The InterTribal Bison Cooperative
Sunday, March 28, 1998

Copyright © 1999 ITBC
All Rights Reserved


BOULDER, CO - Protecting the Yellowstone buffalo is extremely important to the American public, who has weighed in with strong support for the National Wildlife Federation (NWF) and InterTribal Bison Cooperative (ITBC)'s Citizens Plan, according to recent results from the National Park Service's (NPS) public comment period. A common-sense alternative to the NPS plan, the ITBC/NWF Citizens Plan would end the needless slaughter of the nation's last remaining herd of free-ranging buffalo, while making sure domestic cattle remain healthy.

The National Park Service's draft environmental impact statement (DEIS) was released for public comment last summer. Since then, the NPS has received 47,599 comments in favor of the ITBC/NWF Citizens Plan, which would manage American bison as wildlife, not livestock. NWF hopes the incredible public support reflected in the comments will lead to the adoption of the ITBC/NWF Citizens Plan.

The Citizens Plan would allow the herd to roam freely in Yellowstone and adjacent public lands, and would use a combination of cattle vaccination and relocation to tribal land, rather than slaughter, to prevent the very remote possibility of transmitting the cow disease brucellosis.

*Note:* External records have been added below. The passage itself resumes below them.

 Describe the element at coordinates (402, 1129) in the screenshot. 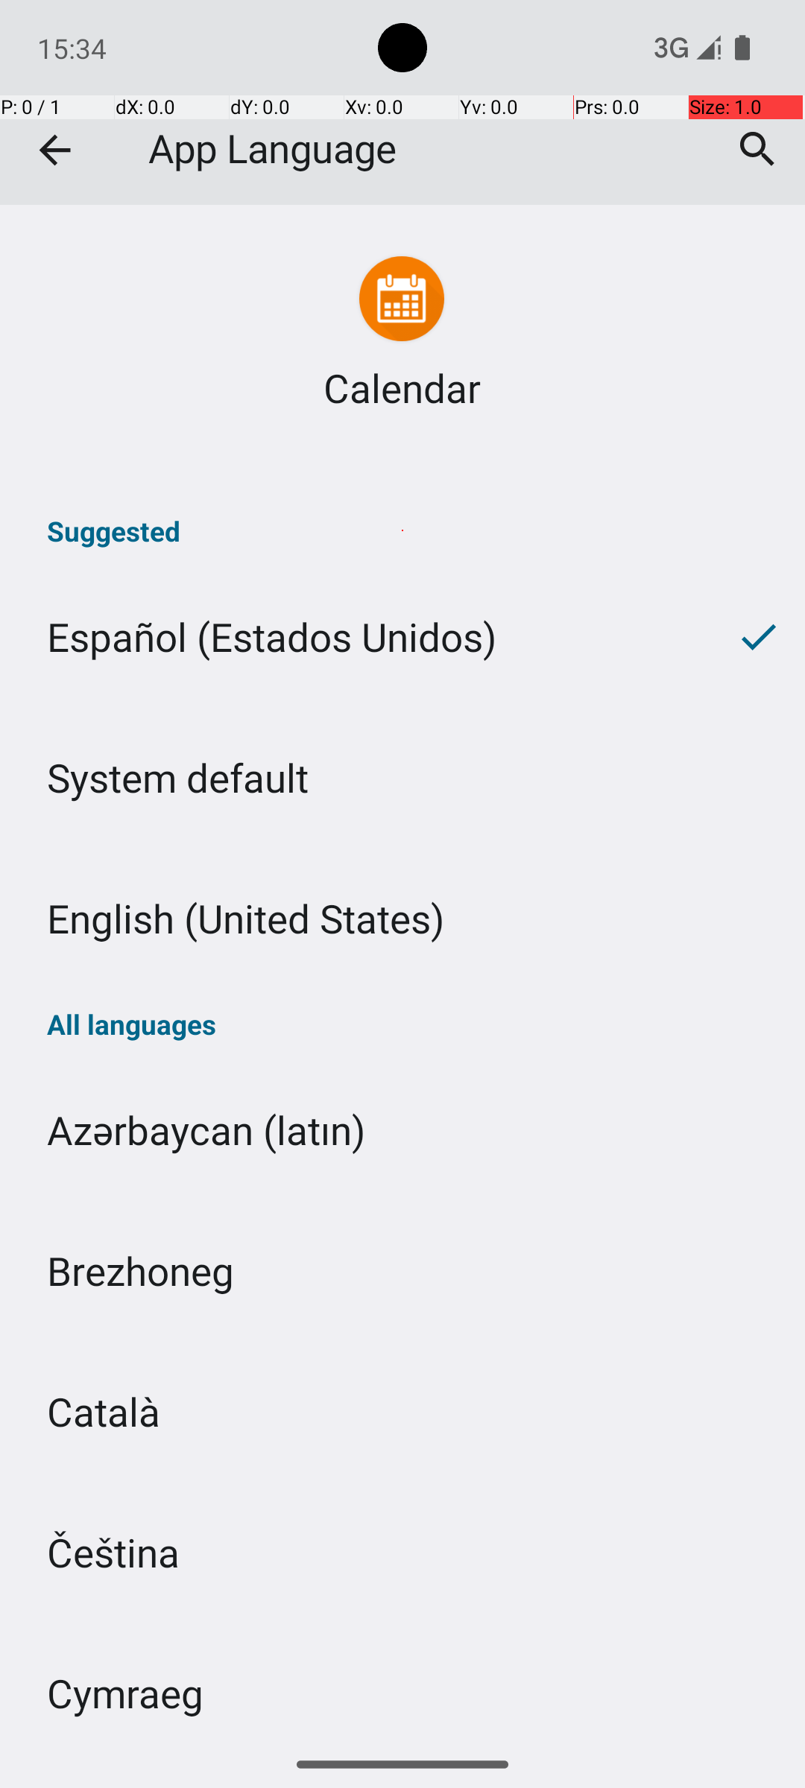

I see `Azərbaycan (latın)` at that location.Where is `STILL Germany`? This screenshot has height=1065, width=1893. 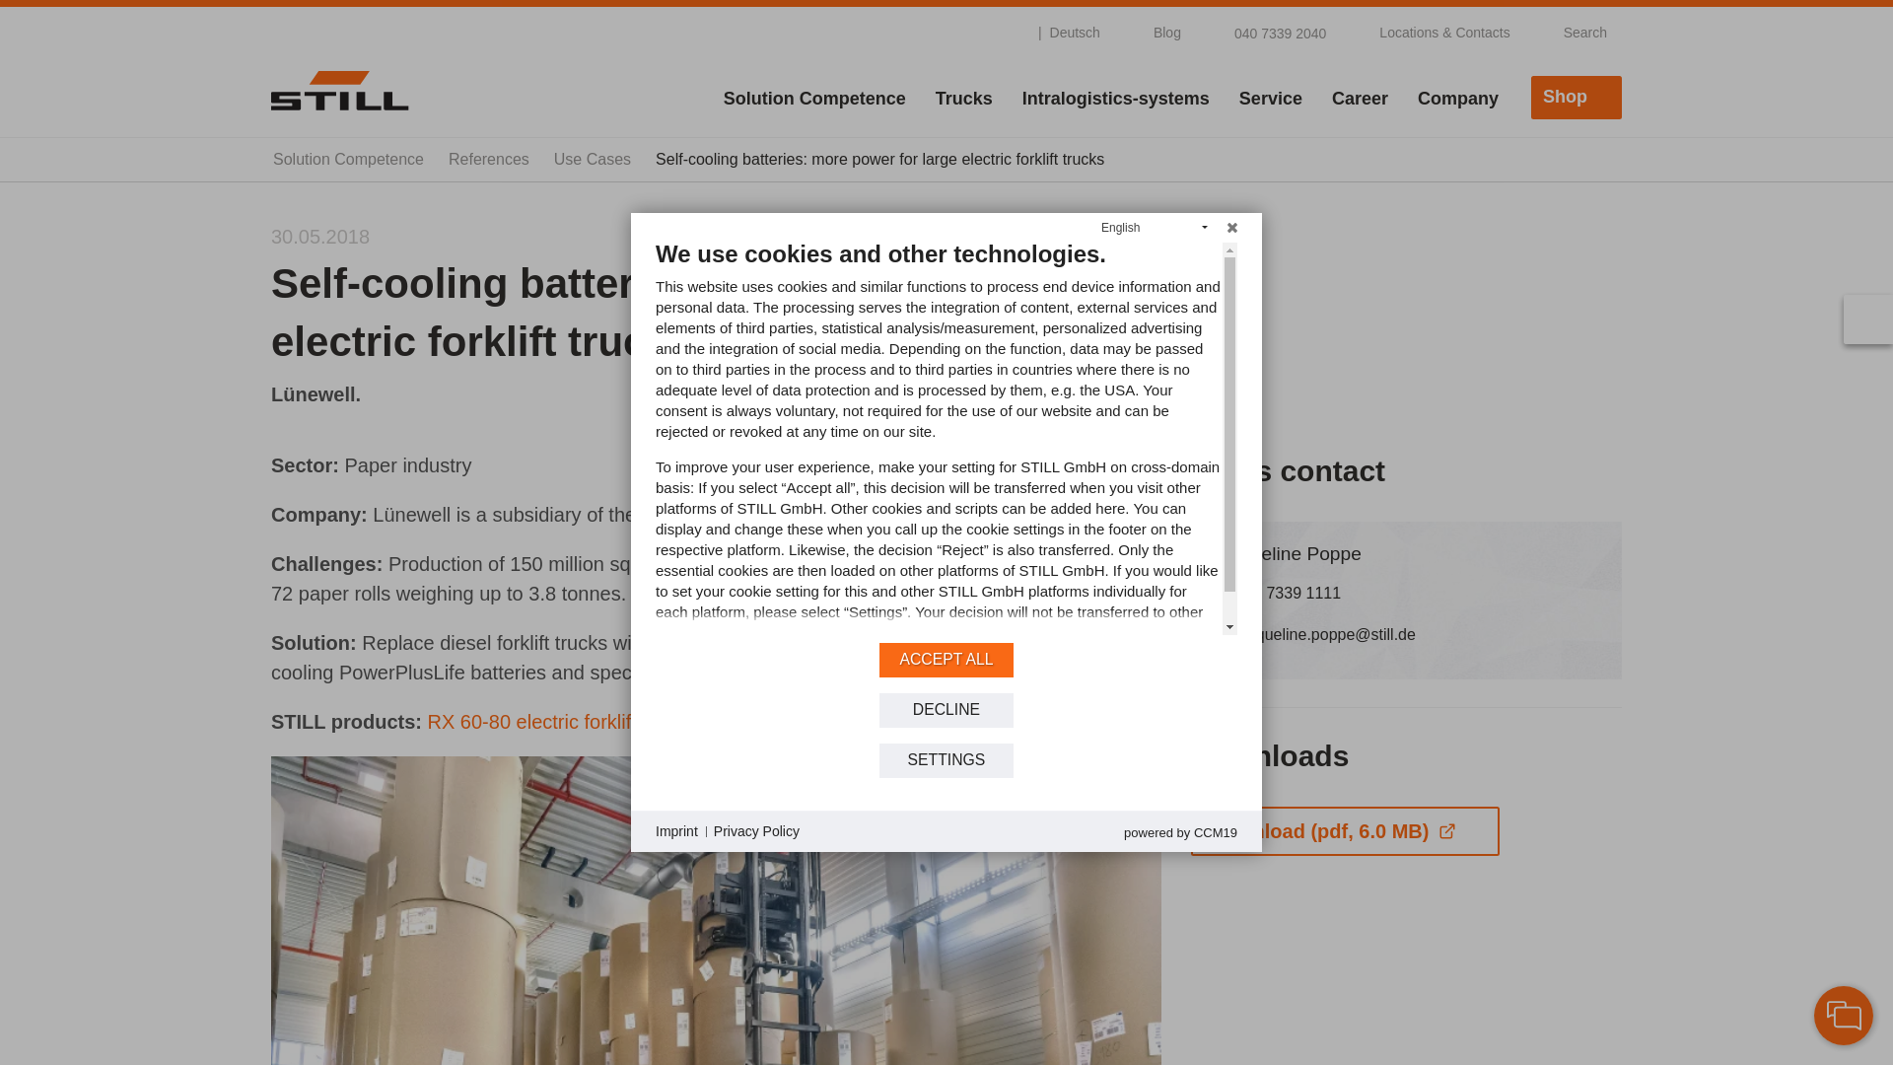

Montana officials used the perceived threat of domestic cattle contracting brucellosis to slaughter nearly 1,100 bison since the winter of 1996-97, despite the fact that there has never been a single documented case of transmission between wild bison and domestic cows. "This incredible outpouring by individuals who want the buffalo slaughter stopped should be a wake-up call to Montana officials, showing that the way they are treating the public's buffalo is completely unacceptable," said Steve Torbit, senior scientist at NWF's Rocky Mountain Natural Resource Center. "The bottom line is that buffalo on our nation's public lands are wildlife, not livestock, and common sense tells us they should be managed by wildlife professionals."

The ITBC/NWF plan concentrates on cattle vaccination and relocation. Buffalo testing negative for the cow disease would be transported to tribal lands where they would be allowed to roam free and would be respected as a critical part of the tribes' cultural heritage. "The Yellowstone buffalo slaughter is an all too vivid reminder of the slaughter witnessed by Indian people at the close of the last century," said Mark Heckert, ITBC Executive Director. "The Citizens Plan, and its overwhelming support by the American public, are all that stand between the Indian people and another, perhaps final, assault on their culture." The ITBC/NWF plan would restore the wild bison to tribal lands and take the politics out of protecting this critical Western species that has roamed Yellowstone since the last Ice Age. "What ITBC and NWF propose is a win-win situation for people and wildlife," concluded Torbit. "There is no reason why Montana state officials should continue their brutal treatment of such a proud symbol of our great American West."


The InterTribal Bison Cooperative, headquartered in Rapid City, S.D., is an organization of 47 Native American Tribes in 17 states, from Wisconsin to California. The ITBC is dedicated to the restoration of buffalo in a manner compatible with the spiritual and cultural beliefs and practices of Native American people.